The Devil You Know
Detective Margaret Nolan • Book 3
by P.J. Tracy
Why You'll Love This
Behind the Malibu mansions and celebrity glitter, P.J. Tracy finds something rotting — and Detective Nolan has to decide how deep she wants to dig.
- Great if you want: a procedural that cuts through Hollywood privilege without sentimentality
- The experience: steady, atmospheric, and tightly plotted — no wasted pages
- The writing: Tracy layers class and moral ambiguity into clean, unsentimental prose
- Skip if: you haven't read the series — Nolan's depth builds across books
About This Book
Los Angeles has always been two cities at once — the everyday and the extraordinary, the sun-drenched surface and whatever lurks beneath it. In The Devil You Know, Detective Margaret Nolan steps into the rarefied world of Hollywood wealth and celebrity when a beloved actor turns up dead in the aftermath of a Malibu rockslide, his reputation already destroyed by a viral fabrication. Whether it's accident, suicide, or something colder, Nolan has to navigate a circle of powerful people who have every reason to manage the truth — and the resources to do it. The case pulls hard at questions of image, culpability, and how far privilege extends when the stakes are irreversible.

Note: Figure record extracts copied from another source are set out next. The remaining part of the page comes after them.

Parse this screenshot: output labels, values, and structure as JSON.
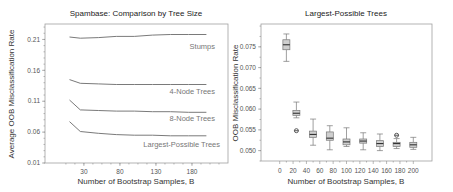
{
  "chart_data": [
    {
      "type": "line",
      "title": "Spambase: Comparison by Tree Size",
      "xlabel": "Number of Bootstrap Samples, B",
      "ylabel": "Average OOB Misclassification Rate",
      "xlim": [
        -24,
        230
      ],
      "ylim": [
        0.01,
        0.235
      ],
      "xticks": [
        30,
        80,
        130,
        180
      ],
      "yticks": [
        0.21,
        0.16,
        0.11,
        0.06,
        0.01
      ],
      "ytick_labels": [
        "0.21",
        "0.16",
        "0.11",
        "0.06",
        "0.01"
      ],
      "grid": false,
      "x": [
        10,
        25,
        50,
        75,
        100,
        125,
        150,
        175,
        200
      ],
      "series": [
        {
          "name": "Stumps",
          "values": [
            0.214,
            0.212,
            0.213,
            0.215,
            0.215,
            0.217,
            0.218,
            0.218,
            0.218
          ]
        },
        {
          "name": "4-Node Trees",
          "values": [
            0.145,
            0.139,
            0.138,
            0.137,
            0.137,
            0.137,
            0.137,
            0.137,
            0.137
          ]
        },
        {
          "name": "8-Node Trees",
          "values": [
            0.112,
            0.096,
            0.095,
            0.094,
            0.094,
            0.093,
            0.093,
            0.092,
            0.092
          ]
        },
        {
          "name": "Largest-Possible Trees",
          "values": [
            0.077,
            0.061,
            0.058,
            0.056,
            0.055,
            0.055,
            0.054,
            0.054,
            0.054
          ]
        }
      ]
    },
    {
      "type": "box",
      "title": "Largest-Possible Trees",
      "xlabel": "Number of Bootstrap Samples, B",
      "ylabel": "OOB Misclassification Rate",
      "xlim": [
        -28,
        228
      ],
      "ylim": [
        0.0475,
        0.0805
      ],
      "xticks": [
        0,
        20,
        40,
        60,
        80,
        100,
        120,
        140,
        160,
        180,
        200
      ],
      "yticks": [
        0.075,
        0.07,
        0.065,
        0.06,
        0.055,
        0.05
      ],
      "ytick_labels": [
        "0.075",
        "0.070",
        "0.065",
        "0.060",
        "0.055",
        "0.050"
      ],
      "grid": false,
      "boxes": [
        {
          "x": 10,
          "min": 0.0715,
          "q1": 0.0743,
          "median": 0.0755,
          "q3": 0.0767,
          "max": 0.0781,
          "outliers": []
        },
        {
          "x": 25,
          "min": 0.0579,
          "q1": 0.0585,
          "median": 0.059,
          "q3": 0.0597,
          "max": 0.0617,
          "outliers": [
            0.0548
          ]
        },
        {
          "x": 50,
          "min": 0.0513,
          "q1": 0.0532,
          "median": 0.0539,
          "q3": 0.0547,
          "max": 0.0576,
          "outliers": []
        },
        {
          "x": 75,
          "min": 0.0502,
          "q1": 0.0525,
          "median": 0.053,
          "q3": 0.0545,
          "max": 0.056,
          "outliers": []
        },
        {
          "x": 100,
          "min": 0.051,
          "q1": 0.0514,
          "median": 0.0521,
          "q3": 0.0528,
          "max": 0.0555,
          "outliers": []
        },
        {
          "x": 125,
          "min": 0.0502,
          "q1": 0.0518,
          "median": 0.0523,
          "q3": 0.0528,
          "max": 0.0543,
          "outliers": []
        },
        {
          "x": 150,
          "min": 0.05,
          "q1": 0.051,
          "median": 0.0517,
          "q3": 0.0524,
          "max": 0.054,
          "outliers": []
        },
        {
          "x": 175,
          "min": 0.0505,
          "q1": 0.051,
          "median": 0.0517,
          "q3": 0.052,
          "max": 0.0529,
          "outliers": [
            0.0537
          ]
        },
        {
          "x": 200,
          "min": 0.0503,
          "q1": 0.0508,
          "median": 0.0514,
          "q3": 0.052,
          "max": 0.0532,
          "outliers": []
        }
      ]
    }
  ]
}
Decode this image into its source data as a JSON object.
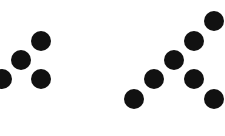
{
  "canvas": {
    "width": 225,
    "height": 136,
    "background": "#ffffff"
  },
  "dot_style": {
    "radius": 10,
    "color": "#111111"
  },
  "groups": [
    {
      "name": "left-pattern",
      "dots": [
        {
          "x": 41,
          "y": 41
        },
        {
          "x": 21,
          "y": 60
        },
        {
          "x": 2,
          "y": 79
        },
        {
          "x": 41,
          "y": 79
        }
      ]
    },
    {
      "name": "right-pattern",
      "dots": [
        {
          "x": 214,
          "y": 21
        },
        {
          "x": 194,
          "y": 41
        },
        {
          "x": 174,
          "y": 60
        },
        {
          "x": 154,
          "y": 79
        },
        {
          "x": 194,
          "y": 79
        },
        {
          "x": 134,
          "y": 99
        },
        {
          "x": 214,
          "y": 99
        }
      ]
    }
  ]
}
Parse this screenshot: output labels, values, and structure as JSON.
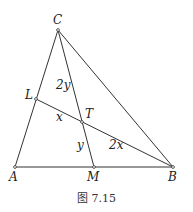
{
  "figure": {
    "caption": "图 7.15",
    "points": {
      "A": {
        "label": "A",
        "x": 15,
        "y": 167
      },
      "B": {
        "label": "B",
        "x": 173,
        "y": 167
      },
      "C": {
        "label": "C",
        "x": 58,
        "y": 30
      },
      "L": {
        "label": "L",
        "x": 36,
        "y": 99
      },
      "M": {
        "label": "M",
        "x": 94,
        "y": 167
      },
      "T": {
        "label": "T",
        "x": 82,
        "y": 122
      }
    },
    "segment_labels": {
      "CT": "2y",
      "TM": "y",
      "LT": "x",
      "TB": "2x"
    }
  }
}
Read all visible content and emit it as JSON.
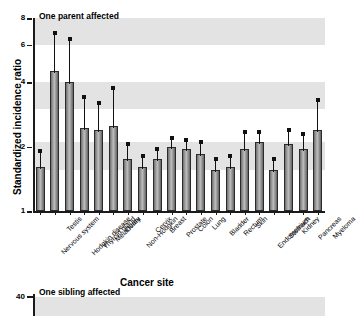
{
  "figure": {
    "axis_labels": {
      "x": "Cancer site",
      "y": "Standardized incidence ratio"
    },
    "panels": [
      {
        "title": "One parent affected"
      },
      {
        "title": "One sibling affected"
      }
    ]
  },
  "chart_data": {
    "type": "bar",
    "title": "One parent affected",
    "xlabel": "Cancer site",
    "ylabel": "Standardized incidence ratio",
    "yscale": "log",
    "ylim": [
      1,
      8
    ],
    "yticks": [
      1,
      2,
      4,
      6,
      8
    ],
    "ytick_labels": [
      "1",
      "2",
      "4",
      "6",
      "8"
    ],
    "grid": false,
    "legend": "none",
    "error_bars": "95% confidence interval",
    "categories": [
      "Nervous system",
      "Testis",
      "Hodgkin disease",
      "Thyroid gland",
      "Melanoma",
      "Ovary",
      "Non-Hodgkin",
      "Cervix",
      "Breast",
      "Prostate",
      "Colon",
      "Lung",
      "Bladder",
      "Rectum",
      "Skin",
      "Endometrium",
      "Stomach",
      "Kidney",
      "Pancreas",
      "Myeloma"
    ],
    "values": [
      1.6,
      4.5,
      4.0,
      2.45,
      2.4,
      2.5,
      1.75,
      1.6,
      1.75,
      2.0,
      1.95,
      1.85,
      1.55,
      1.6,
      1.95,
      2.1,
      1.55,
      2.05,
      1.95,
      2.4
    ],
    "ci_low": [
      1.35,
      3.0,
      2.6,
      1.9,
      1.85,
      1.75,
      1.55,
      1.45,
      1.6,
      1.85,
      1.8,
      1.65,
      1.4,
      1.45,
      1.7,
      1.9,
      1.4,
      1.8,
      1.7,
      1.9
    ],
    "ci_high": [
      1.9,
      6.8,
      6.35,
      3.4,
      3.2,
      3.75,
      2.05,
      1.8,
      1.95,
      2.2,
      2.15,
      2.1,
      1.75,
      1.8,
      2.35,
      2.35,
      1.75,
      2.4,
      2.3,
      3.3
    ],
    "second_panel": {
      "title": "One sibling affected",
      "yticks_visible": [
        40
      ],
      "ytick_labels": [
        "40"
      ]
    }
  },
  "colors": {
    "bar_fill": "#a8a8a8",
    "bar_edge": "#2b2b2b",
    "band": "#e3e3e3",
    "axis": "#1a1a1a",
    "error_bar": "#111111"
  }
}
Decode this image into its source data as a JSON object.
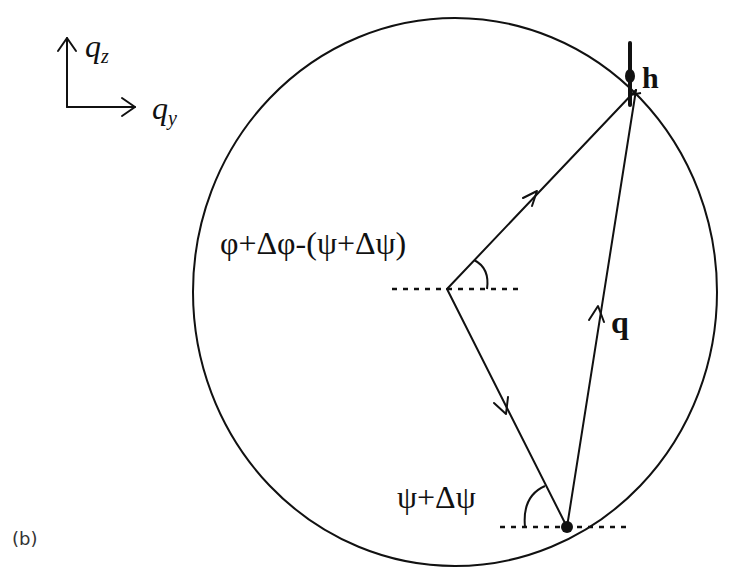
{
  "figure": {
    "panel_label": "(b)",
    "axes_legend": {
      "vertical_axis": {
        "symbol": "q",
        "subscript": "z"
      },
      "horizontal_axis": {
        "symbol": "q",
        "subscript": "y"
      }
    },
    "labels": {
      "top_point": "h",
      "chord_vector": "q",
      "center_angle": "φ+Δφ-(ψ+Δψ)",
      "bottom_angle": "ψ+Δψ"
    },
    "colors": {
      "line": "#111111",
      "background": "#ffffff"
    }
  }
}
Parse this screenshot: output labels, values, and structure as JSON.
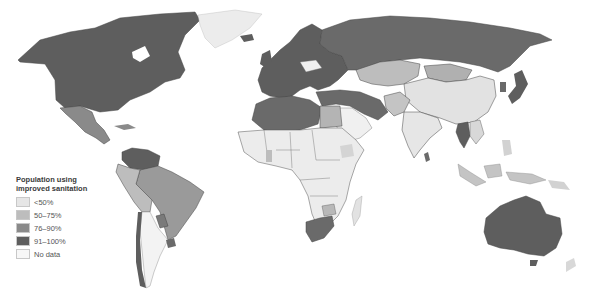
{
  "map": {
    "title": "Population using improved sanitation",
    "title_line1": "Population using",
    "title_line2": "improved sanitation",
    "colors": {
      "lt50": "#e6e6e6",
      "r50_75": "#bdbdbd",
      "r76_90": "#8a8a8a",
      "r91_100": "#5e5e5e",
      "nodata": "#f7f7f7",
      "border": "#4a4a4a",
      "ocean": "#ffffff"
    },
    "legend": [
      {
        "label": "<50%",
        "color": "#e6e6e6"
      },
      {
        "label": "50–75%",
        "color": "#bdbdbd"
      },
      {
        "label": "76–90%",
        "color": "#8a8a8a"
      },
      {
        "label": "91–100%",
        "color": "#5e5e5e"
      },
      {
        "label": "No data",
        "color": "#f7f7f7"
      }
    ]
  }
}
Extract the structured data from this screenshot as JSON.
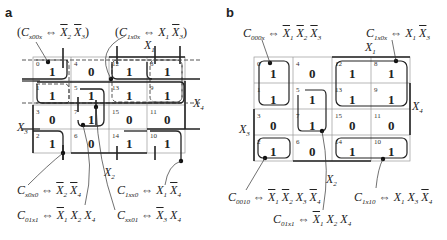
{
  "panels": [
    {
      "id": "a",
      "label": "a",
      "annotations": {
        "top_left": "(C_x00x ⇔ X̄2 X̄3)",
        "top_right": "(C_1x0x ⇔ X1 X̄3)",
        "bottom": [
          "C_x0x0 ⇔ X̄2 X̄4",
          "C_1xx0 ⇔ X1 X̄4",
          "C_01x1 ⇔ X̄1 X2 X4",
          "C_xx01 ⇔ X̄3 X4"
        ]
      },
      "axis_labels": {
        "x1": "X1",
        "x2": "X2",
        "x3": "X3",
        "x4": "X4"
      },
      "cells": [
        [
          {
            "idx": "0",
            "val": "1"
          },
          {
            "idx": "4",
            "val": "0"
          },
          {
            "idx": "12",
            "val": "1"
          },
          {
            "idx": "8",
            "val": "1"
          }
        ],
        [
          {
            "idx": "1",
            "val": "1"
          },
          {
            "idx": "5",
            "val": "1"
          },
          {
            "idx": "13",
            "val": "1"
          },
          {
            "idx": "9",
            "val": "1"
          }
        ],
        [
          {
            "idx": "3",
            "val": "0"
          },
          {
            "idx": "7",
            "val": "1"
          },
          {
            "idx": "15",
            "val": "0"
          },
          {
            "idx": "11",
            "val": "0"
          }
        ],
        [
          {
            "idx": "2",
            "val": "1"
          },
          {
            "idx": "6",
            "val": "0"
          },
          {
            "idx": "14",
            "val": "1"
          },
          {
            "idx": "10",
            "val": "1"
          }
        ]
      ]
    },
    {
      "id": "b",
      "label": "b",
      "annotations": {
        "top_left": "C_000x ⇔ X̄1 X̄2 X̄3",
        "top_right": "C_1x0x ⇔ X1 X̄3",
        "bottom": [
          "C_0010 ⇔ X̄1 X̄2 X3 X̄4",
          "C_1x10 ⇔ X1 X3 X̄4",
          "C_01x1 ⇔ X̄1 X2 X4"
        ]
      },
      "axis_labels": {
        "x1": "X1",
        "x2": "X2",
        "x3": "X3",
        "x4": "X4"
      },
      "cells": [
        [
          {
            "idx": "0",
            "val": "1"
          },
          {
            "idx": "4",
            "val": "0"
          },
          {
            "idx": "12",
            "val": "1"
          },
          {
            "idx": "8",
            "val": "1"
          }
        ],
        [
          {
            "idx": "1",
            "val": "1"
          },
          {
            "idx": "5",
            "val": "1"
          },
          {
            "idx": "13",
            "val": "1"
          },
          {
            "idx": "9",
            "val": "1"
          }
        ],
        [
          {
            "idx": "3",
            "val": "0"
          },
          {
            "idx": "7",
            "val": "1"
          },
          {
            "idx": "15",
            "val": "0"
          },
          {
            "idx": "11",
            "val": "0"
          }
        ],
        [
          {
            "idx": "2",
            "val": "1"
          },
          {
            "idx": "6",
            "val": "0"
          },
          {
            "idx": "14",
            "val": "1"
          },
          {
            "idx": "10",
            "val": "1"
          }
        ]
      ]
    }
  ]
}
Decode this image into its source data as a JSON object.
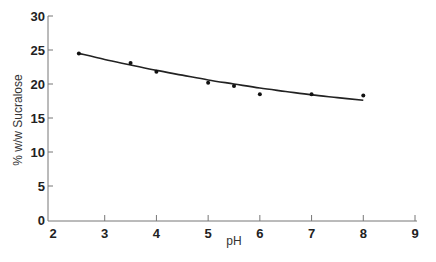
{
  "chart_data": {
    "type": "scatter",
    "title": "",
    "xlabel": "pH",
    "ylabel": "% w/w Sucralose",
    "xlim": [
      2,
      9
    ],
    "ylim": [
      0,
      30
    ],
    "xticks": [
      2,
      3,
      4,
      5,
      6,
      7,
      8,
      9
    ],
    "yticks": [
      0,
      5,
      10,
      15,
      20,
      25,
      30
    ],
    "grid": false,
    "legend": null,
    "series": [
      {
        "name": "measured",
        "kind": "scatter",
        "x": [
          2.5,
          3.5,
          4,
          5,
          5.5,
          6,
          7,
          8
        ],
        "y": [
          24.5,
          23.1,
          21.8,
          20.2,
          19.7,
          18.5,
          18.5,
          18.3
        ]
      },
      {
        "name": "fit",
        "kind": "line",
        "x": [
          2.5,
          3,
          3.5,
          4,
          4.5,
          5,
          5.5,
          6,
          6.5,
          7,
          7.5,
          8
        ],
        "y": [
          24.5,
          23.6,
          22.8,
          22.0,
          21.3,
          20.6,
          20.0,
          19.4,
          18.9,
          18.4,
          18.0,
          17.6
        ]
      }
    ]
  },
  "colors": {
    "axis": "#777777",
    "line": "#222222",
    "marker": "#111111"
  }
}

P.J. Tracy writes Los Angeles with genuine texture, resisting the temptation to make the city either a postcard or a cliché. The prose moves efficiently without feeling stripped down, and the procedural mechanics serve the character work rather than overwhelm it. Nolan is the kind of detective whose interior life complicates every interview and every lead — morally attentive, quietly stubborn — which gives the novel its undertow. This is genre fiction that takes its own world seriously.